The video footage has gone viral across the web: wave after wave of brown, foaming water bursting through the doors of a Hong Kong hotel. The surges were so strong that they swept people off their feet in the lobby of the Fullerton Ocean Park Hotel on Hong Kong Island in the city’s southwest.
It was the most vivid testament of the strength of Super Typhoon Ragasa, the biggest typhoon in Asia and in the world so far this year.
After causing death and destruction in Taiwan and elsewhere, the typhoon raged past Hong Kong, lashing it with severe storms and winds of up to 220 kilometres per hour as it headed towards mainland China.
It sent more than 100 people to the hospital, and hundreds more sought refuge; trees were felled, buildings swayed, and neighborhoods flooded. It also forced the cancellation of hundreds of flights, stranding tens of thousands of travellers.
As it later approached Guangzhou, the largest city in southern China, millions of people were evacuated as schools and businesses closed. The economic damage is estimated to be in the billions.
Severe Storms and Water Flooding: Increasingly Frequent and Increasingly Dangerous
The flooding caused by the heavy rains and surging ocean waves, among other consequences of the typhoon’s passage, not only confirmed the growing danger posed by more frequent storms in a warming climate, but also highlighted the urgency for coastal cities like Hong Kong to prepare for them. It is particularly exposed to them because it is a densely populated city with its myriad of buildings located either on the coastline or up steep hills.
Hong Kong already invests billions of Hong Kong dollars to mitigate future damages caused by these severe storms, even more so since 2023 when a so-called once-in-500-years storm struck, with record downpours causing a massive water disaster. In Wong Tai Sin, Kowloon, the lower ground floor of the Temple Mall North was completely submerged.
The city also has emergency response teams to unclog drains during storms, sensors that monitor water levels in areas prone to water flooding, drainage inlests, roadside gullies and water drainage channels. At the Anderson Road Quarry site, the city has its first flood retention lake, while reservoirs optimize water storage in places like Kowloon.
New Water Drainage Systems in Hong Kong
Hong Kong’s Drainage Services Department, which overseas more than 2,000 kilometres of stormwater drains, has more than 10 major stormwater drainage improvement projects underway. There are also nine stormwater storage schemes and improvements to more than 50 kilometres of drainage channels.
The aim is to keep people and property as safe as possible, and allow for the city to return to its daily activity as soon as the storm has passed.
In all of these investments, deployed one way or another by cities across the globe, there is also a health safety element. Many have combined sewage systems, whose age and size make them inadequate to serve the growing demands of these burgeoning urban centres. Therefore, there is the real risk of disease.
Severe storms, which are becoming more frequent and abundant, often overwhelm these systems, forcing utilities to dump untreated water and sewage, or combine sewage overflow (CSO), into nearby lakes and rivers.
Stormwater Drainage Systems: Examples from the United States
Washington, D.C. is one of those cities expanding their sewage treatment plant and drainage systems. It had Webuild excavate the Anacostia River Tunnel (ART), one of five designed to help the water utility better protect the Anacostia and Potomac rivers.
Nearly four kilometres long, it acts as a storage for stormwater, releasing it to the treatment plant when necessary. The ART can hold more than 38 million gallons of CSO during a given storm, reducing the discharge of polluted and untreated water into rivers by 98%.
In Cleveland, where discharges of sewage water has led to bacteria, pathogens and other pollutants harming the quality of the water in Lake Erie, Webuild developed the Dugway Storage Tunnel. It stores and conveys CSO from ancillary collection and relief sewers. It can store up to 370 million gallons every year and hold them until the rains subside and the treatment plant has the capacity to treat them.
Wastewater Treatment Plants: the Middle East’s Response
There are similar wastewater treatment plants even in the Middle East, a region that is not usually associated with heavy rainfall.
In Abu Dhabi, the Strategic Tunnel Enhancement Programme oversaw the excavation of a tunnel tens of kilometres long to collect sewage by means of gravity and direct it to a treatment plant in Al Wathba.
Its excavation involved the simultaneous use of five tunnel-boring machines, led by Webuild, now a world leader in the hydro sector.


- Action item
Read through the listing, and wherever a line holds the word "intentions", return it.

- Material for this task

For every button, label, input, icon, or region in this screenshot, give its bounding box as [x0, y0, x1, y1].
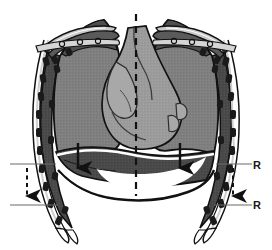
label-r-lower: R [253, 200, 261, 211]
thorax-diagram-figure: R R [0, 0, 272, 250]
rib-tips [56, 228, 216, 244]
label-r-upper: R [253, 160, 261, 171]
thorax-diagram-svg [0, 0, 272, 250]
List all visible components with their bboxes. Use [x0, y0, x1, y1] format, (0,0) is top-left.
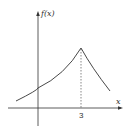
x-axis-label: x [116, 97, 121, 106]
y-axis-arrow-icon [36, 11, 40, 16]
x-axis-arrow-icon [118, 106, 123, 110]
curve-left [16, 48, 81, 101]
graph-canvas [0, 0, 127, 126]
curve-right [81, 48, 110, 91]
x-tick-3: 3 [79, 111, 83, 120]
y-axis-label: f(x) [41, 9, 55, 18]
graph: f(x) x 3 [0, 0, 127, 126]
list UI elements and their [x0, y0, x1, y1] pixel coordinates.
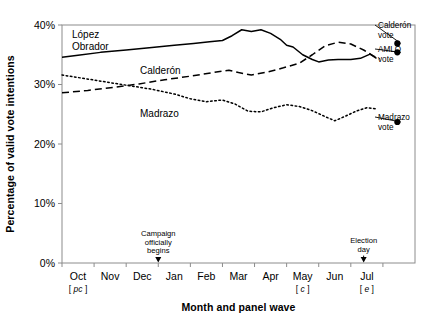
series-label-madrazo: Madrazo [140, 108, 179, 119]
plot-frame [62, 25, 415, 263]
x-tick-label-nov: Nov [101, 270, 120, 282]
vote-intentions-line-chart: 40%30%20%10%0%Percentage of valid vote i… [0, 0, 431, 320]
x-axis-title: Month and panel wave [181, 301, 295, 313]
series-line-l-pez-obrador [62, 30, 376, 62]
campaign-annotation-arrow-head [155, 257, 161, 263]
x-tick-label-jan: Jan [166, 270, 183, 282]
election-annotation-arrow-head [361, 257, 367, 263]
plot-border [62, 25, 415, 263]
series-label-lopez-obrador: LópezObrador [72, 29, 109, 52]
y-axis-title: Percentage of valid vote intentions [4, 55, 16, 232]
x-tick-label-apr: Apr [262, 270, 279, 282]
campaign-annotation: Campaignofficiallybegins [141, 229, 176, 255]
x-tick-label-dec: Dec [133, 270, 152, 282]
y-tick-label: 40% [34, 19, 55, 31]
chart-container: 40%30%20%10%0%Percentage of valid vote i… [0, 0, 431, 320]
vote-marker-label-madrazo-vote: Madrazovote [378, 113, 410, 132]
series-line-madrazo [62, 75, 376, 121]
x-tick-label-may: May [293, 270, 314, 282]
panel-wave-label: [ e ] [360, 284, 374, 294]
x-tick-label-feb: Feb [197, 270, 215, 282]
x-tick-label-jun: Jun [326, 270, 343, 282]
y-tick-label: 0% [40, 257, 55, 269]
y-tick-label: 10% [34, 197, 55, 209]
election-annotation: Electionday [350, 236, 377, 254]
panel-wave-label: [ pc ] [69, 284, 87, 294]
series-line-calder-n [62, 42, 380, 93]
x-tick-label-oct: Oct [70, 270, 86, 282]
x-tick-label-mar: Mar [229, 270, 248, 282]
x-tick-label-jul: Jul [360, 270, 373, 282]
chart-generated-content: 40%30%20%10%0%Percentage of valid vote i… [4, 19, 412, 313]
series-label-calderon: Calderón [140, 65, 181, 76]
y-tick-label: 20% [34, 138, 55, 150]
panel-wave-label: [ c ] [296, 284, 310, 294]
y-tick-label: 30% [34, 78, 55, 90]
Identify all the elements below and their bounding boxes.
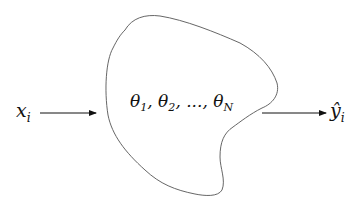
param-2: θ2 bbox=[158, 91, 175, 111]
output-label: ŷi bbox=[330, 99, 345, 125]
param-1: θ1 bbox=[130, 91, 147, 111]
separator: , bbox=[147, 91, 158, 111]
output-subscript: i bbox=[341, 111, 345, 125]
parameters-label: θ1, θ2, ..., θN bbox=[130, 91, 233, 114]
output-symbol: ŷ bbox=[330, 99, 341, 121]
ellipsis: ..., bbox=[186, 91, 208, 111]
input-symbol: x bbox=[16, 99, 27, 121]
input-label: xi bbox=[16, 99, 31, 125]
param-n: θN bbox=[213, 91, 233, 111]
input-subscript: i bbox=[27, 111, 31, 125]
separator: , bbox=[175, 91, 186, 111]
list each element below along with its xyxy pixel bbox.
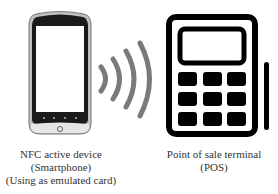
smartphone-label: NFC active device (Smartphone) (Using as… (0, 148, 122, 187)
pos-terminal-icon (169, 17, 269, 134)
pos-label-line-1: Point of sale terminal (152, 148, 276, 161)
smartphone-label-line-3: (Using as emulated card) (0, 174, 122, 187)
nfc-waves-icon (101, 43, 150, 116)
pos-label: Point of sale terminal (POS) (152, 148, 276, 174)
pos-label-line-2: (POS) (152, 161, 276, 174)
smartphone-label-line-1: NFC active device (0, 148, 122, 161)
smartphone-icon (29, 12, 91, 135)
smartphone-label-line-2: (Smartphone) (0, 161, 122, 174)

- Response below
vote-intentions-line-chart: 40%30%20%10%0%Percentage of valid vote i… [0, 0, 431, 320]
y-axis-title: Percentage of valid vote intentions [4, 55, 16, 232]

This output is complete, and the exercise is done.